Beneath our very feet near the banks of the Charles River was once a sacred place to the Indians who lived near early Colonists, said Begay. “We are a people deeply rooted in place.”
The next day, Bruce Curliss picked up on the same theme, acknowledging “the blessings of learning” — but also the need to combine that with “the blessings of heart [and] the blessings of love.”
Visit the Harvard Yard dig, said Curliss, whose Nipmuc Nation once spanned the interior of what is now Massachusetts. Embrace the long association of Native peoples with Harvard, he said, but be grateful for a spiritual heritage — the teaching of elders that “prayer is every moment of every day.”
Gillette agreed. “What makes us different,” she said, “are our core values.”
“Pay attention to the spiritual side of things,” said Oren Lyons during the symposium’s second day. “That’s where your power is going to be.” He is chairman of the Honoring Nations board of governors, and chief and faith keeper of the Onondaga Indian Nation in central New York.

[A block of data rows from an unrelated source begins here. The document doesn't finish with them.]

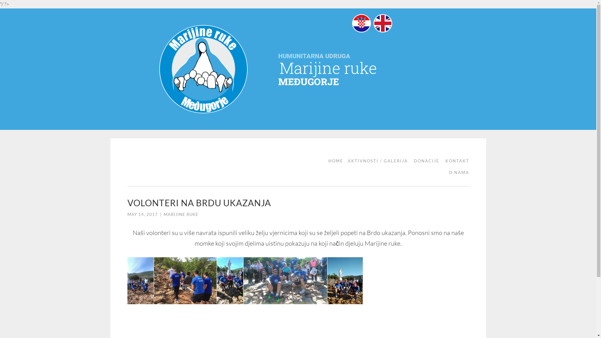  Describe the element at coordinates (142, 214) in the screenshot. I see `MAY 14, 2017` at that location.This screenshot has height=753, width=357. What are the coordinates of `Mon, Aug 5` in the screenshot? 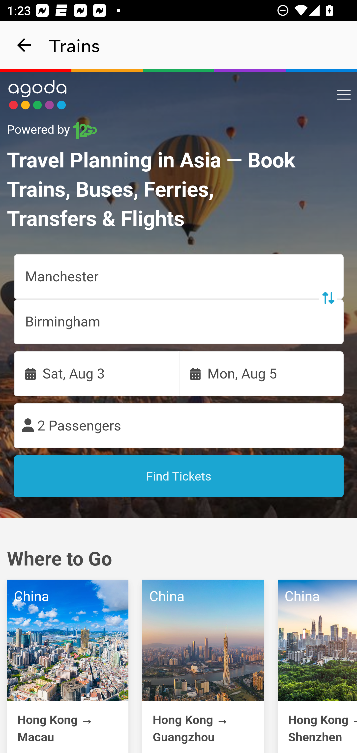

It’s encouraging to see so many innovations “across Turtle Island,” he said, employing a Native American term for North America. But global issues are rushing in so fast that people everywhere, of all nations, will be hard-pressed to cope.
Climate change will alter natural systems, and population growth will burden them — bringing the potential for “suffering beyond all comprehension” at unnatural speeds, said Lyons. “Everything is accelerating. This is what we’re not designed for: acceleration.”
Embracing the spirit as well as science will help, he said — and picking good leaders.
Ellwood acknowledged Harvard’s early contributions to Indian education, and pointed to today’s 15 HKS students from American tribes. (University-wide, there are about 160 Native American students at Harvard.)
“This is about our chance to learn,” he said of the symposium’s lessons in good governance. “Thank you for honoring us.”